SHE’S FUNNY THAT WAY

Imogen Poots and Owen Wilson in the romantic comedy SHE'S FUNNY THAT WAY.
Imogen Poots and Owen Wilson in the romantic comedy SHE’S FUNNY THAT WAY.

The original title of SHE’S FUNNY THAT WAY was Squirrels to the Nuts, because the co writer and director of the film, Peter Bogdanovich had a hard-on for the Ernst Lubitsch film, Cluny Brown, renowned for its Charles Boyer parley to the titular plumber.

Squirrels to the Nuts becomes a franca lingua lief motif, an intrinsic and thematic catch-cry in SHE’S FUNNY THAT WAY, a strange seductive utterance from Owen Wilson’s character, theatre director, Arnold Albertson, who, though happily married to theatre star, Delta, a delicious take on the domesticated Diva by Kathryn Hahn, likes to romance call girls.

Yes, he beds them, but he wines and dines them, and “incentavises” them to ditch their Irma La Douce routines and pursue their dreams.

In New York to cast and commence production on a new play by playwright, Joshua Fleet and starring his wife and famous leading man Seth Gilbert, Arnold hires harlot, Glo, who tells him of her aspirations of becoming an actor. He encourages and inspires her, an honest and heartfelt benevolent gesture that backfires when she auditions for him later that week.

At base, SHE’S FUNNY THAT WAY is a bedroom farce, a connecting door comedy that’s a delightfully old fashioned skew at the screwball and wears its madcap with panache and pride.

When it flies, it soars, thanks to Owen Wilson’s boyish charm as a feminist womaniser and Imogen Poots energetic enthusiasm as Glo.

Poots has already shown her comedic chops in the underrated A Long Way Down and her career seems to be waiting in the wings for a real career take off. Her performance here is another calling card for audiences and producers to take note.

No wonder the playwright played by Will Forte falls head over heels for the harlot with a heart for art. His ardour makes it less harder to disassociate from his tryst with the psycho psychiatrist perfectly played by Jennifer Aniston. Talk about putting the anal in analysis.

To build on the bamboozling, Glo is a patient, as is a former client of the call girl, who has hired a private dick to shadow her.

SHE’S FUNNY THAT WAY is a valentine to Hollywood, a yearning for the golden years, much as What’s Up Doc? was back in its day, and his last picture, The Cat’s Meow.

Bogdonivich fills the script with talk about the stars and movies of yesteryear, Audrey Hepburn, whose last screen appearance was in the helmer’s They All Laughed, and Lana Turner and Lauren Bacall, illustrating how potent myth making is and how magic generated by movies is necessary to take us out of the mundane. Cinema is certainly the stuff that dreams are made of.

Furthering his own nostalgia fondling, he has cast actors from his own glorious past – Cybil Shepherd, Tatum O’Neal, Joanna Lumley, Coleen Camp, George Morforgen and Austen Pendleton pop up and do the twirl.

Fabulously funny, SHE’S FUNNY THAT WAY is well worth a look for those who want charm, heart, and style in their humour.

It’s funny that way.

SHE’S FUNNY THAT WAY opens in cinemas this Thursday 27th August.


# PROBLEM TO WORK ON
Using the data below, copy out all lines with the word "from".

# SUPPLIED MATERIAL
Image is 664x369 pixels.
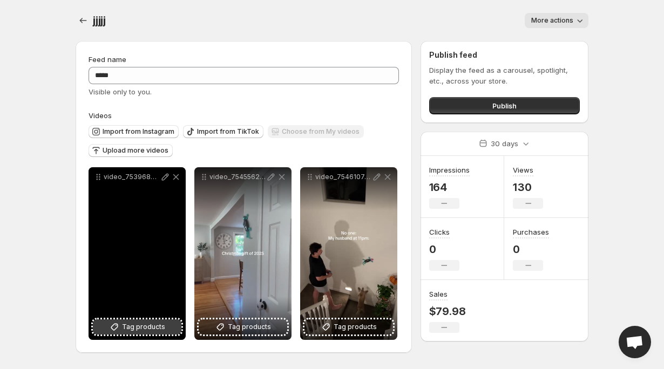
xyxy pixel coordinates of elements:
[531,16,573,25] span: More actions
[103,146,168,155] span: Upload more videos
[88,144,173,157] button: Upload more videos
[93,319,181,334] button: Tag products
[197,127,259,136] span: Import from TikTok
[194,167,291,340] div: video_7545562480739716407Tag products
[513,227,549,237] h3: Purchases
[524,13,588,28] button: More actions
[88,167,186,340] div: video_7539685058110704909Tag products
[199,319,287,334] button: Tag products
[429,305,466,318] p: $79.98
[209,173,265,181] p: video_7545562480739716407
[429,65,579,86] p: Display the feed as a carousel, spotlight, etc., across your store.
[103,127,174,136] span: Import from Instagram
[429,243,459,256] p: 0
[88,55,126,64] span: Feed name
[104,173,160,181] p: video_7539685058110704909
[93,14,106,27] span: jjjjj
[429,50,579,60] h2: Publish feed
[88,87,152,96] span: Visible only to you.
[300,167,397,340] div: video_7546107491046722871Tag products
[304,319,393,334] button: Tag products
[492,100,516,111] span: Publish
[228,322,271,332] span: Tag products
[429,181,469,194] p: 164
[513,243,549,256] p: 0
[333,322,377,332] span: Tag products
[513,181,543,194] p: 130
[183,125,263,138] button: Import from TikTok
[122,322,165,332] span: Tag products
[88,111,112,120] span: Videos
[490,138,518,149] p: 30 days
[429,289,447,299] h3: Sales
[618,326,651,358] div: Open chat
[429,165,469,175] h3: Impressions
[429,227,449,237] h3: Clicks
[88,125,179,138] button: Import from Instagram
[429,97,579,114] button: Publish
[513,165,533,175] h3: Views
[315,173,371,181] p: video_7546107491046722871
[76,13,91,28] button: Settings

# OUTPUT FOR THIS EXERCISE
[197,127,259,136] span: Import from TikTok
[103,127,174,136] span: Import from Instagram
[183,125,263,138] button: Import from TikTok
[88,125,179,138] button: Import from Instagram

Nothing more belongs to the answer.